How do you spell chutzpah? If you don’t have an answer, the story of Craig Brittain, shown at the left (much to his displeasure), will provide one.
The Washington Post explains:
Late last month, the Federal Trade Commission settled a complaint against Brittain in which the agency accused the Coloradan and his defunct site, Is Anybody Down, with unfair business practices. The site paid its bills by soliciting women’s nude photos on Craigslist and/or from their exes, publishing the photos without the women’s permission (and often with their names and phone numbers attached), and then charging fees of $200 to $500 to take the photos down.
As part of the settlement, Brittain agreed to destroy the images he had … but irony of ironies, Brittain himself now feels exposed.
Amazing. A man who made his living by violating the rights of individuals who agreed to photographed (or photograph themselves) in their altogether is now complaining that he has been violated! (Yes, there is a question of what possess someone to strip naked and say, “Cheese!” but that’s another story.)
On Feb. 9, Brittain filed a takedown request to Google, demanding that the search engine stop linking to nearly two dozen URLs — including a number of news articles, and files on the case from the FTC — because they used photos of him and information about him without his permission.
Of the 23 links he names, three are public records posted on government Web sites, and the balance are reported articles from major news sites or blogs. Only four contain a picture of Brittain that he appears to have taken himself; several others use a police booking photo from a 2003 incident. Ironically, Brittain also complains about media organizations stealing redacted pictures from Is Anybody Down — which stayed in business by stealing photos, itself.
Brittain has no actual legal grounds for the complaint, as Ars Technica, who first spotted the filing, explains. “In this instance,” writes David Kravets, “fair use and general First Amendment principles are on Google’s and the media’s side.”
Brittain’s immoral and unethical actions have been criminalized in some states, including California and New Jersey, where the acts are classified under the umbrella term revenge porn. Last October, hackers stole and threatened to publish thousand of nude photos of people as young as ten.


## HOW TO COMPLETE THIS TASK
Every line containing "abundance" should be identified and copied from the data below.

Figure record listings:
=== Section Start ===

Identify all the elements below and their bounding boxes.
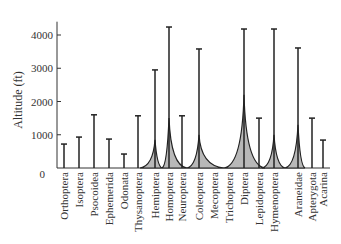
y-axis-label: Altitude (ft) xyxy=(11,71,25,129)
x-tick-label: Neuroptera xyxy=(176,172,188,222)
x-axis-labels: OrthopteraIsopteraPsocoideaEphemeridaOdo… xyxy=(58,172,329,232)
x-tick-label: Mecoptera xyxy=(208,172,220,219)
y-tick-label: 3000 xyxy=(31,62,54,74)
x-tick-label: Thysanoptera xyxy=(132,172,144,232)
altitude-bars xyxy=(61,27,326,168)
y-tick-label: 4000 xyxy=(31,29,54,41)
abundance-peak xyxy=(187,135,224,168)
x-tick-label: Orthoptera xyxy=(58,172,70,220)
y-tick-label: 1000 xyxy=(31,129,54,141)
x-tick-label: Hemiptera xyxy=(149,172,161,219)
x-tick-label: Psocoidea xyxy=(88,172,100,217)
x-tick-label: Lepidoptera xyxy=(253,172,265,225)
y-tick-label: 0 xyxy=(40,168,46,180)
altitude-chart: 01000200030004000 OrthopteraIsopteraPsoc… xyxy=(0,0,341,244)
abundance-peak xyxy=(162,118,187,168)
x-tick-label: Hymenoptera xyxy=(268,172,280,232)
abundance-peak xyxy=(285,125,305,168)
x-tick-label: Acarina xyxy=(317,172,329,207)
x-tick-label: Odonata xyxy=(118,172,130,209)
x-tick-label: Araneidae xyxy=(292,172,304,217)
x-tick-label: Trichoptera xyxy=(223,172,235,223)
x-tick-label: Coleoptera xyxy=(193,172,205,220)
x-tick-label: Diptera xyxy=(238,172,250,205)
y-tick-label: 2000 xyxy=(31,96,54,108)
x-tick-label: Isoptera xyxy=(73,172,85,208)
x-tick-label: Homoptera xyxy=(163,172,175,222)
axes: 01000200030004000 xyxy=(31,22,330,180)
x-tick-label: Ephemerida xyxy=(103,172,115,225)
abundance-shading xyxy=(140,95,305,168)
abundance-peak xyxy=(140,140,162,168)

=== Section End ===

## RESPONSE BELOW
abundance-peak xyxy=(187,135,224,168)
abundance-peak xyxy=(162,118,187,168)
abundance-peak xyxy=(285,125,305,168)
abundance-shading xyxy=(140,95,305,168)
abundance-peak xyxy=(140,140,162,168)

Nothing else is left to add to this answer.